» **WHAT THE EXERCISE ASKS**:
Reproduce exactly, leaving out pictures, each line from the one holding "Identify the location of header-left: Chapter" through the final line of the listing, and add nothing.

-*-*-

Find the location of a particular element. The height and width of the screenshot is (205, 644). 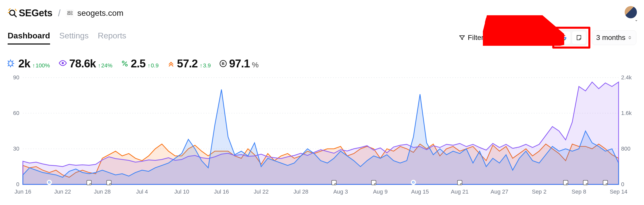

filter-icon is located at coordinates (462, 38).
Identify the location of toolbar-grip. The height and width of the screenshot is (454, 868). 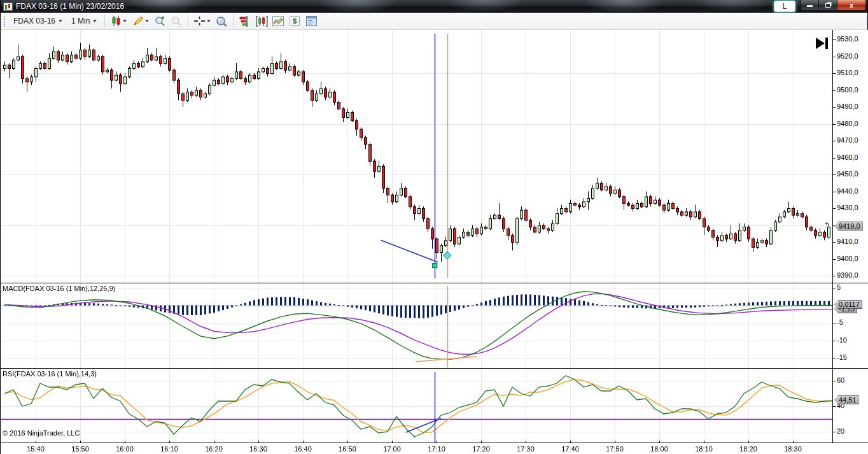
(5, 21).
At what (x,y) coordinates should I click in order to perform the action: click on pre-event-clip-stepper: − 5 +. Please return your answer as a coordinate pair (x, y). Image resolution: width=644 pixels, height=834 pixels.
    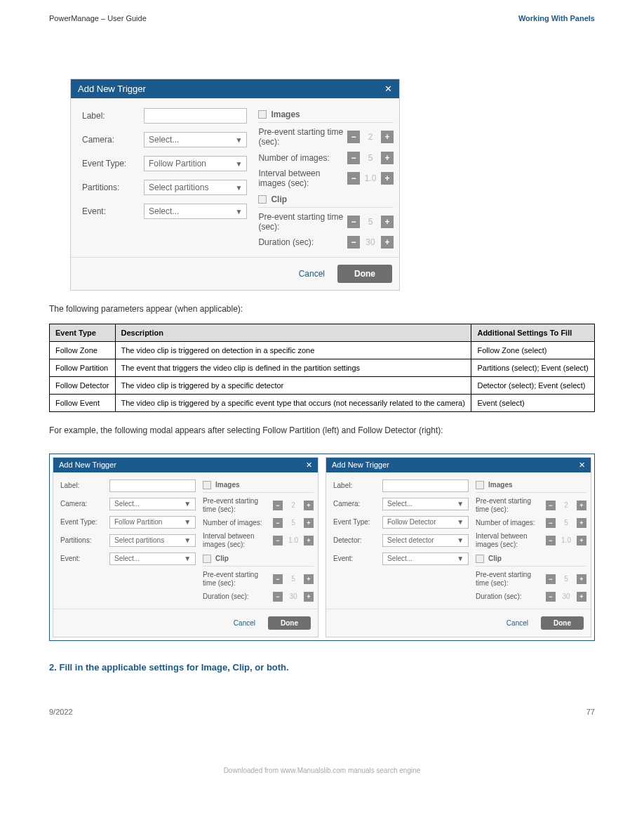
    Looking at the image, I should click on (370, 222).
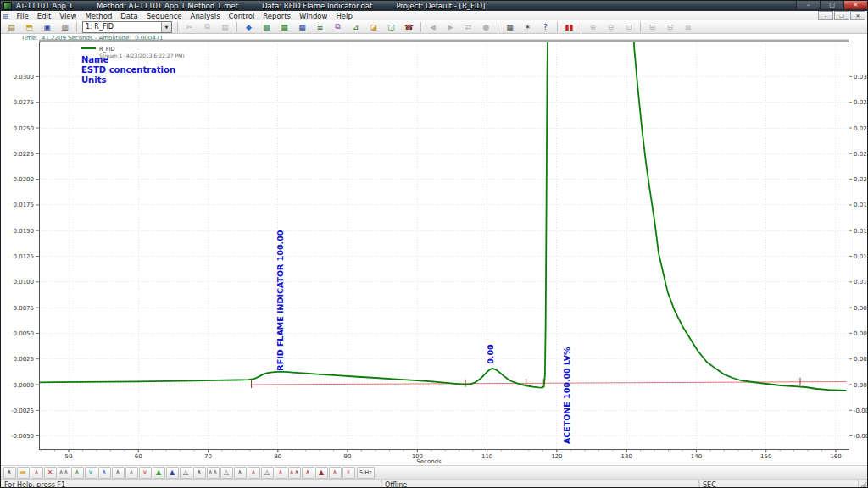 This screenshot has height=488, width=868. Describe the element at coordinates (146, 473) in the screenshot. I see `valley-red-button: ∨` at that location.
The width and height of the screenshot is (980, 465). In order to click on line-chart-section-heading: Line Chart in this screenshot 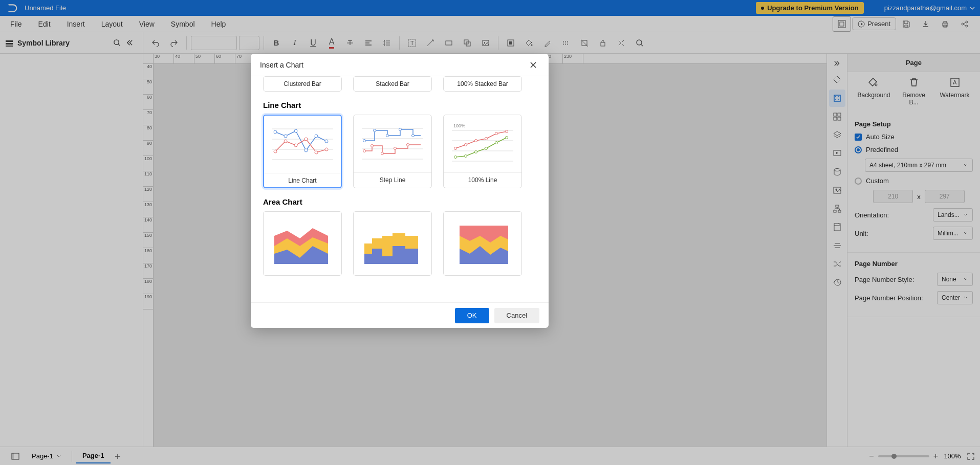, I will do `click(400, 105)`.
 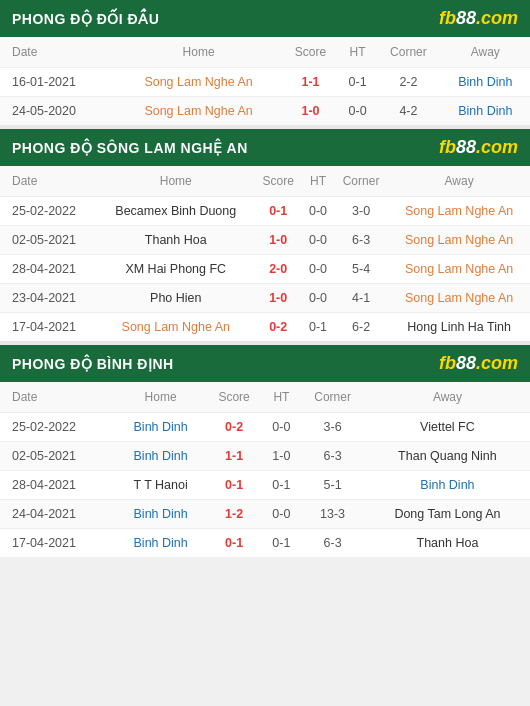 I want to click on cell-home: XM Hai Phong FC, so click(x=176, y=270).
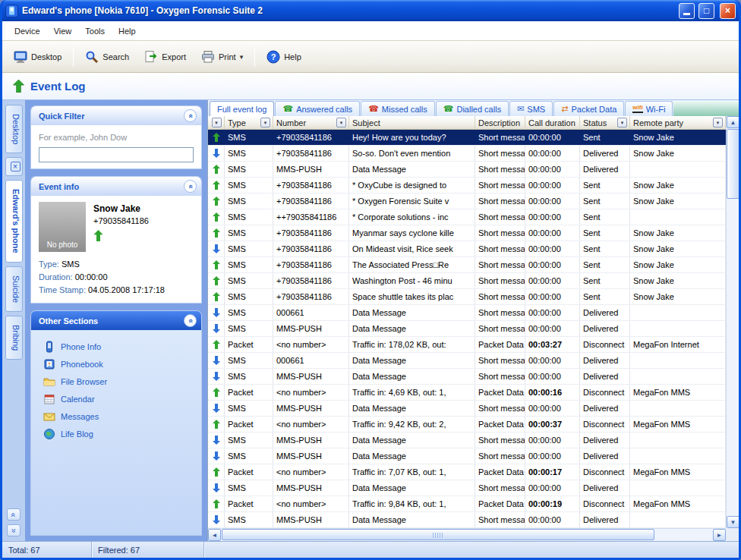 Image resolution: width=741 pixels, height=560 pixels. What do you see at coordinates (678, 123) in the screenshot?
I see `column-header-remote-party: Remote party ▼` at bounding box center [678, 123].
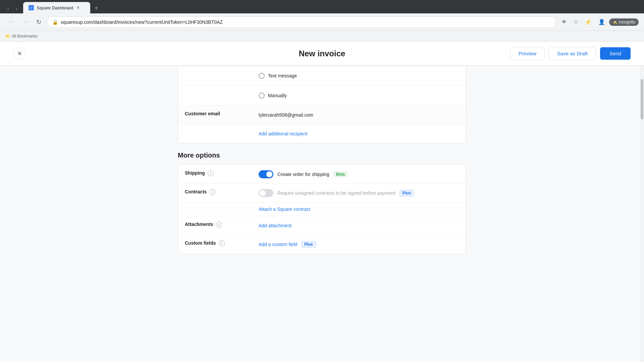 This screenshot has width=644, height=362. Describe the element at coordinates (301, 22) in the screenshot. I see `address-bar: 🔒 squaresup.com/dashboard/invoices/new?c…` at that location.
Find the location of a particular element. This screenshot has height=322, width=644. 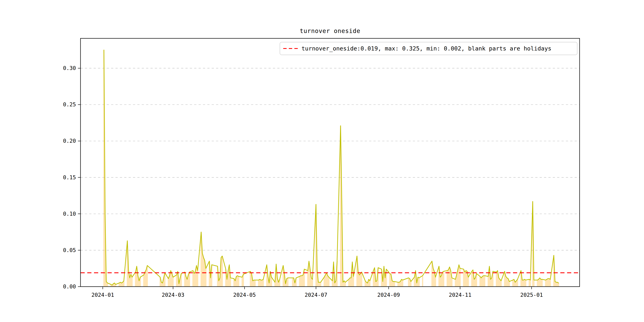

y-tick-label: 0.10 is located at coordinates (70, 214).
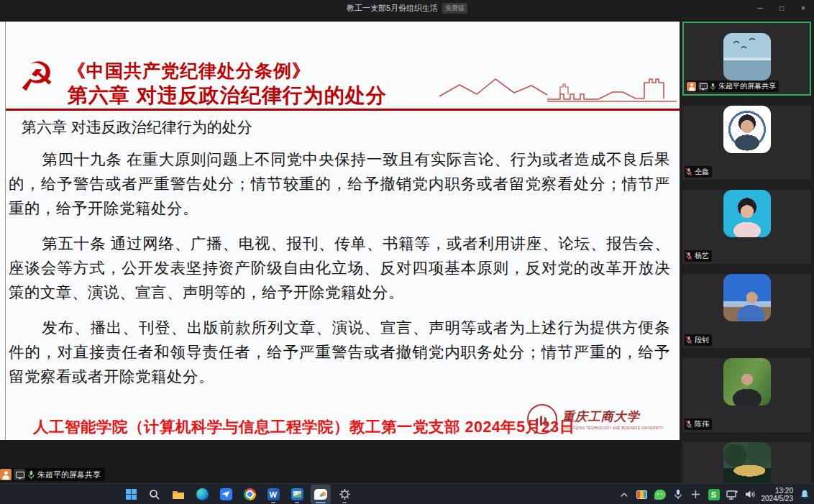 The height and width of the screenshot is (504, 814). What do you see at coordinates (805, 495) in the screenshot?
I see `notifications-button` at bounding box center [805, 495].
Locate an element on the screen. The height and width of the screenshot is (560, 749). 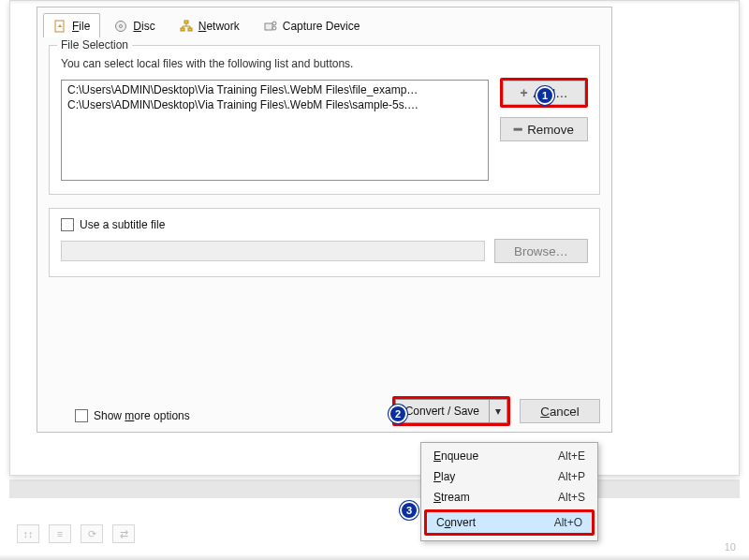
capture-icon is located at coordinates (271, 26).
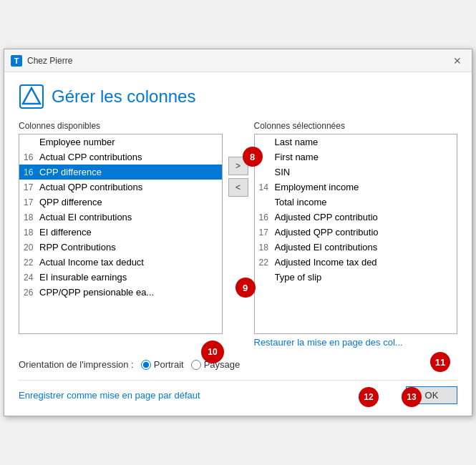 The height and width of the screenshot is (465, 476). Describe the element at coordinates (123, 97) in the screenshot. I see `dialog-title: Gérer les colonnes` at that location.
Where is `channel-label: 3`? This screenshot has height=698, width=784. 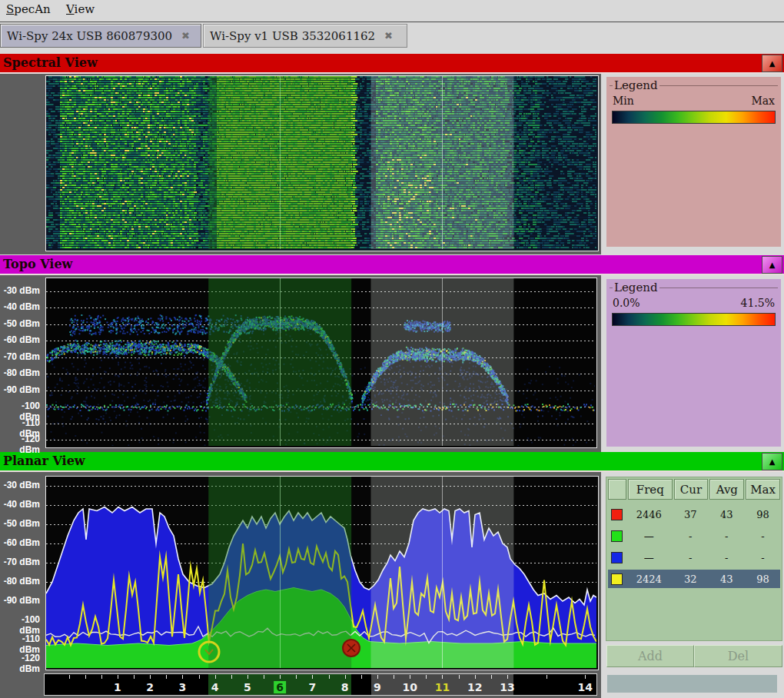 channel-label: 3 is located at coordinates (183, 687).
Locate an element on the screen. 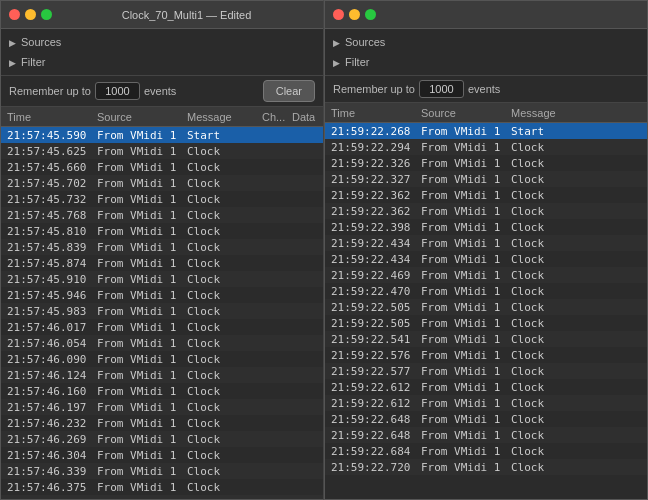 This screenshot has width=648, height=500. table-header-right: Time Source Message is located at coordinates (486, 113).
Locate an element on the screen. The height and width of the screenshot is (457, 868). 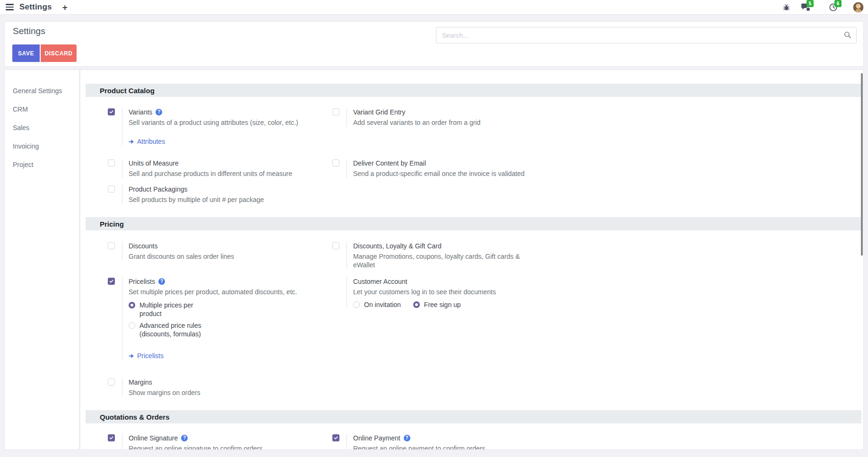
app-title: Settings is located at coordinates (36, 7).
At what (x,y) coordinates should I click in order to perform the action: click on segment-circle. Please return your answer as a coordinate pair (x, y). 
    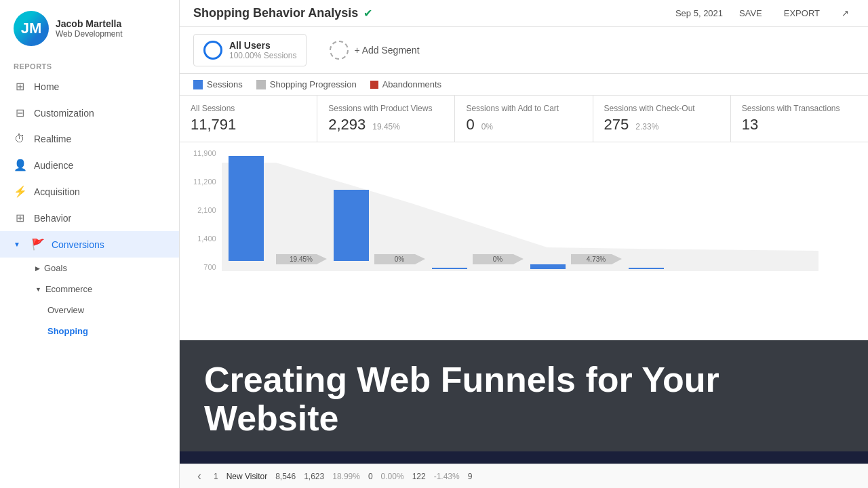
    Looking at the image, I should click on (213, 50).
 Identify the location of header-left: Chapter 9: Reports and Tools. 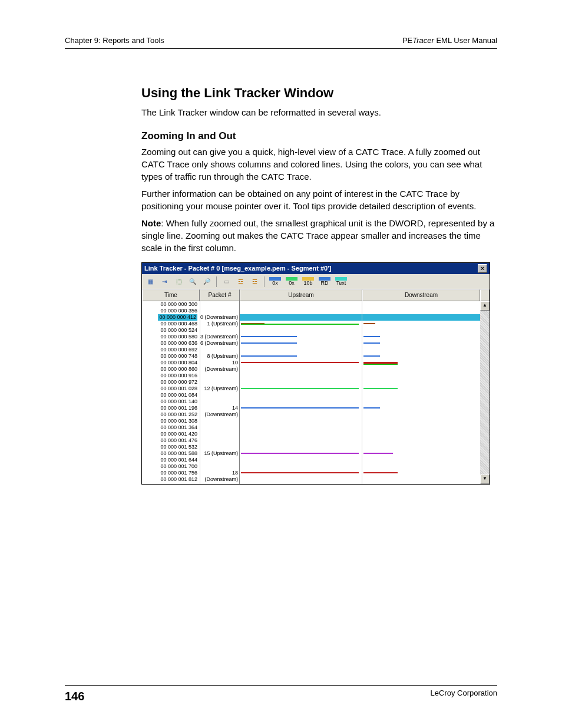
(114, 41).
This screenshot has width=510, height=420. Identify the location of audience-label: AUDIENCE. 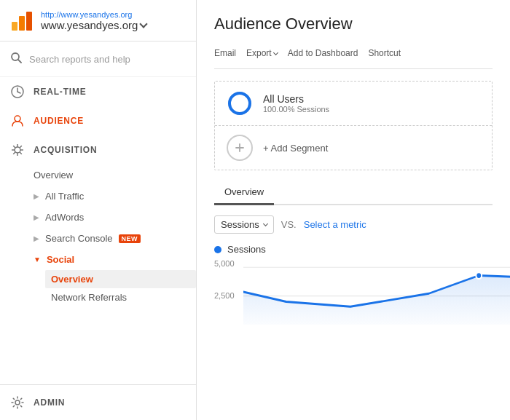
(58, 121).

-*-*-

» **PROBLEM SOLUTION**:
 Identify the location of header-left: Chapter 9: Reports and Tools. 
(114, 41).
This screenshot has width=510, height=420. Identify the location of audience-label: AUDIENCE. 
(58, 121).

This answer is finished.